Native Hawaiian artist Kapulani Landgraf has captured black-and-white photos and portraits of prominent Native Hawaiians, Hawaiʻi landscapes, and pressing issues like a controversial highway project.
The works have now gained international recognition.
Selections from Landgraf’s “Nā Wahi Kapu o Maui,” a series of black-and-white photographs of sacred sites in Hawai‘i, were on display at Sharjah Biennial in the United Arab Emirates until last month.
More than 8,000 miles from Hawai‘i, Landgraf’s photos showed the mountain ranges of Maui accompanied by her poems.
Landgraf’s documentation of the H-3 project on Oʻahu was acquired by the Whitney Museum in New York and the Los Angeles County Museum of Art during the 2022 Hawai‘i Triennial.

“It’s an honor to be part of their collection,” she said. “Especially the work with H-3 because it was such an important documentation in film photography.”
In 1989, Landgraf formed the collective Piliāmoʻo with Mark Hamasaki to document the construction of the Interstate H-3 project over eight years. Piliāmoʻo means “to cling.”
The controversial freeway construction project connected Pearl Harbor to what is now the Marine Corps Base in Kāneʻohe. The project, first discussed in a public meeting in 1965, opened to the public in 1997.
Activists protested the project, citing concerns about the desecration of cultural sites, the displacement of communities, and environmental impacts.
Landgraf was in her early 20s when she first started documenting the project. She said she took a student approach and emphasized the importance of documenting the land before the construction.
One black-and-white photo gives an eerie look into the project. A crane towered over vegetation, and already had a road alignment for the highway. The Koʻolau mountain range is prominent in the background of the photo.
“We were in a rush because things were rapidly changing from one week to the next,” she said. “We didn’t think of the impact that it would have had over 30 years ago. Recording something we hoped was supposed to be the last earthwork project in Hawaiʻi, but that didn't happen.”
Landgraf has always had an interest in cameras, particularly film cameras. She was 5 years old when she acquired her first camera, bought for 25 cents at a carnival at Saint Ann’s Church in Kāneʻohe.
She still has the secondhand Kodak film camera to this day. That's something she talks about with students as a professor at Windward Community College on Oʻahu.
”If you take care of things, then it can last forever,” she said.
As an artist, Landgraf prefers being behind the camera rather than in front of it.
“I don’t like talking, so the camera was a way to not have to do that. Let the pictures say it,” she said.

Landgraf’s specialty is film photography. Photographers can take multiple pictures and receive them instantly when using digital cameras. Film photography is a longer process. Images are captured on light-sensitive film, and the photos are developed in a dark room.
Landgraf said that's a skill. She immersed herself in black-and-white photography and prefers working in a dark room.

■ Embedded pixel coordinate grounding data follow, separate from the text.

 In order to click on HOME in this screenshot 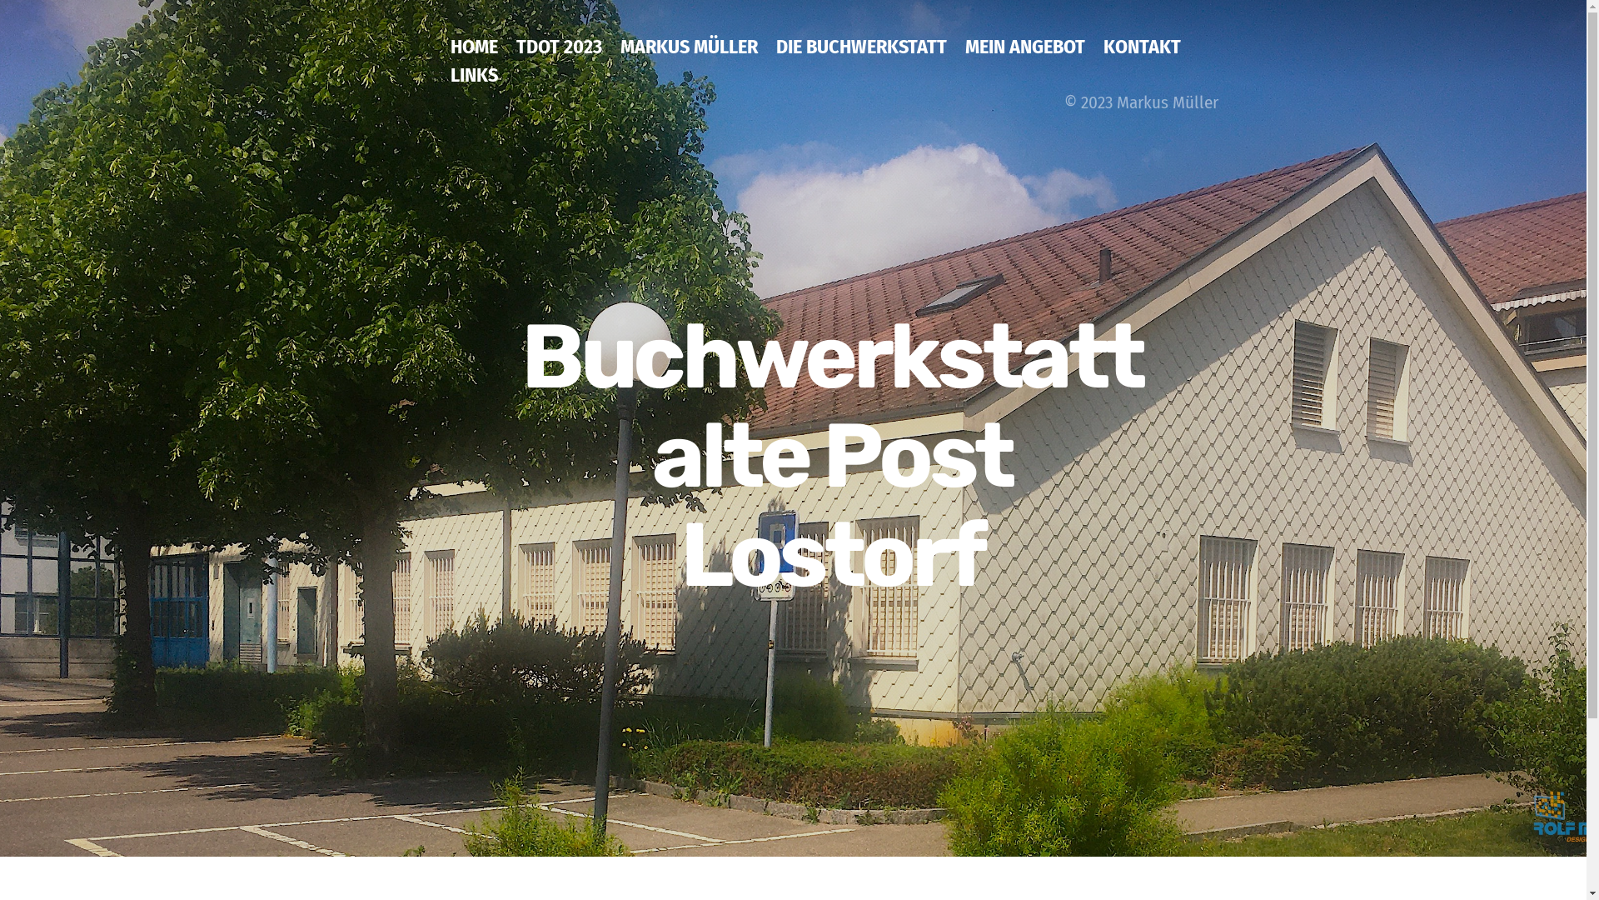, I will do `click(475, 59)`.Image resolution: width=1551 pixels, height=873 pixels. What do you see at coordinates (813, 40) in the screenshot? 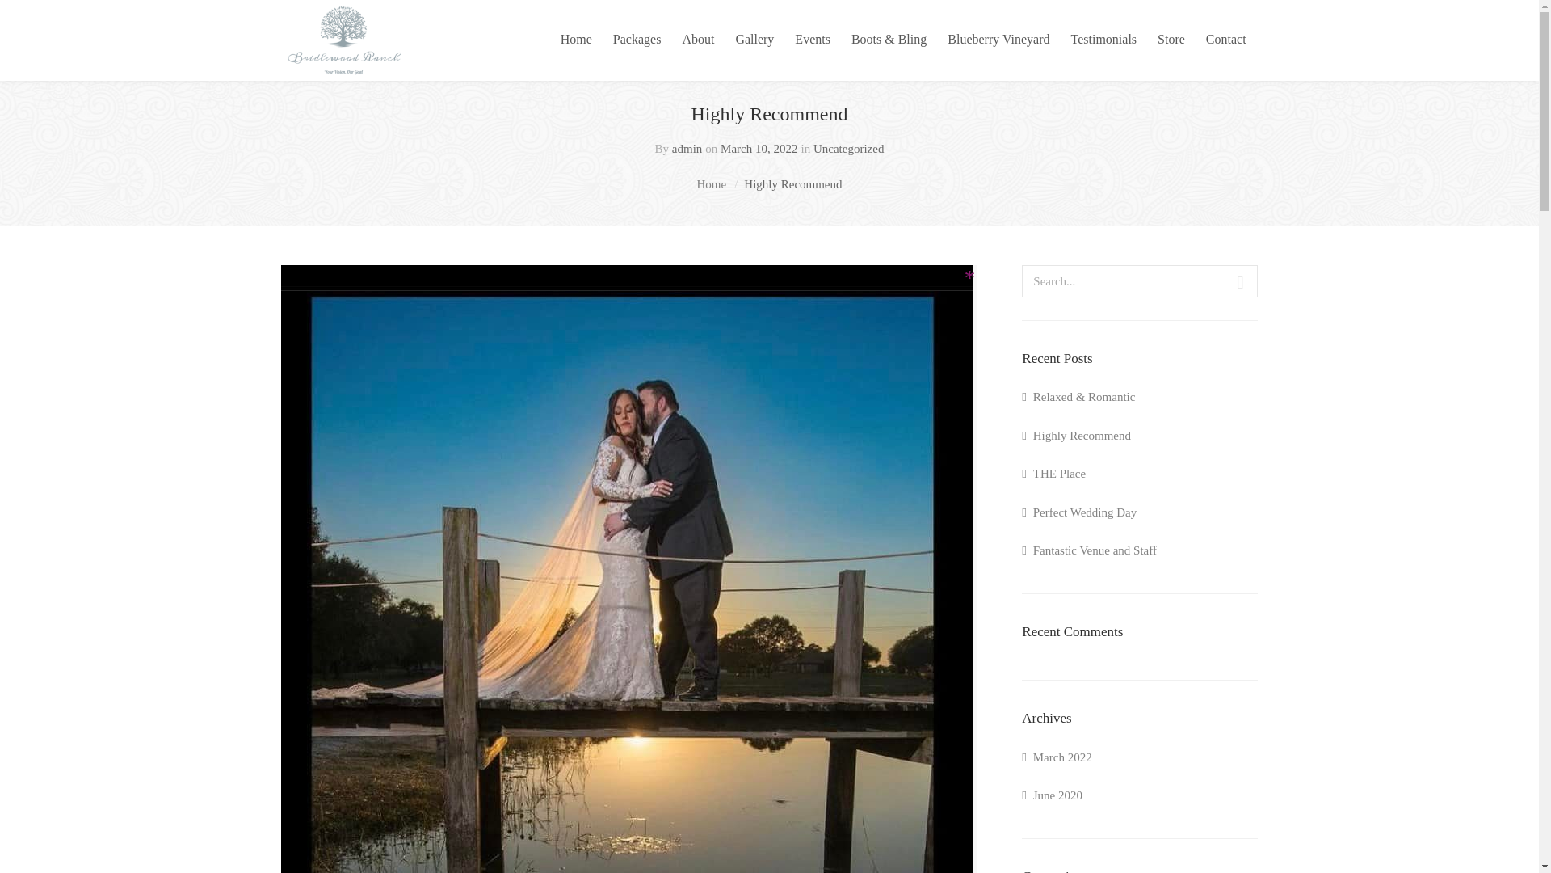
I see `Events` at bounding box center [813, 40].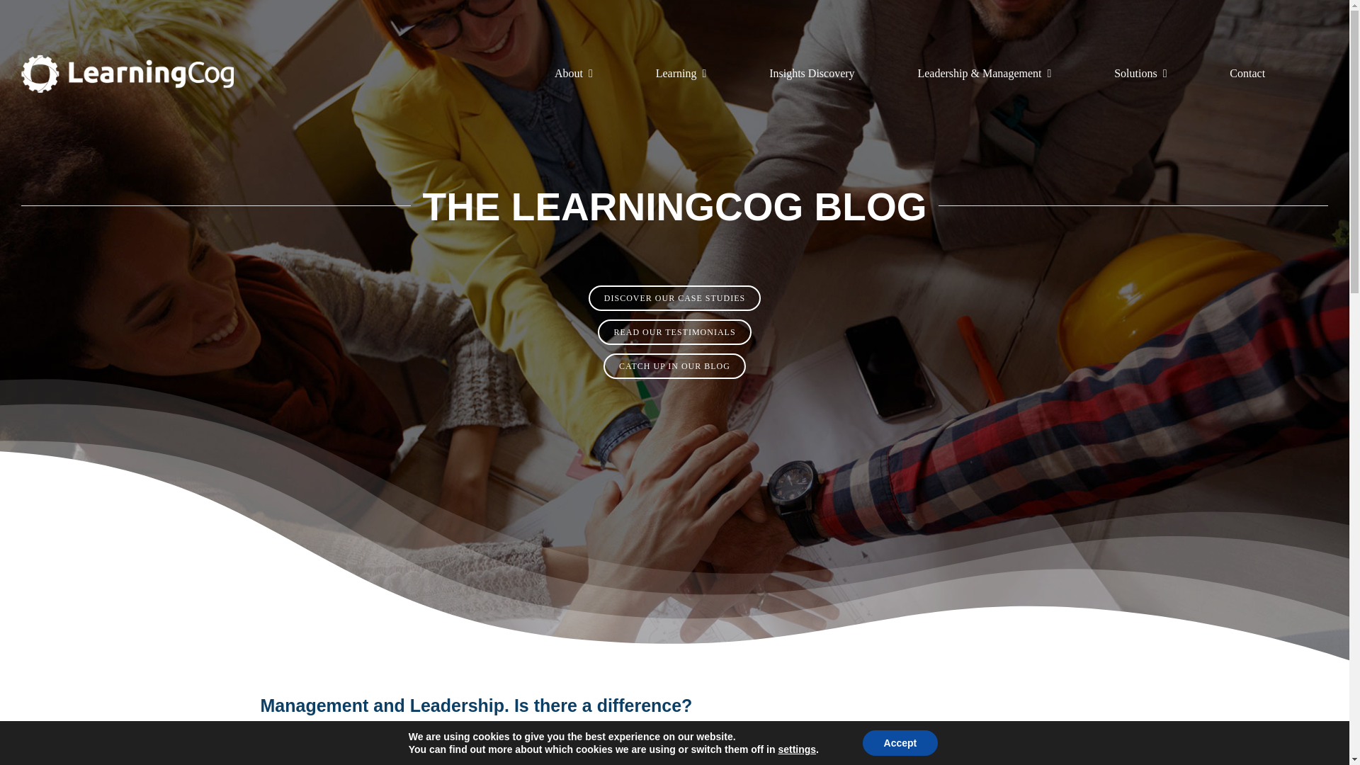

“Photography, compared to other art forms, is probably the most solo art form, and I like that,” she said. “It’s a vehicle or method of trying to tell your story but not to be too intrusive.”
Landgraf's works will be on display at the Whitney Museum until January and at the Los Angeles County Museum of Art until August.
Hawaiʻi Public Radio exists to serve all of Hawai’i, and it’s the people of Hawai’i who keep us independent and strong. Help keep us strong to serve you in the future. Donate today.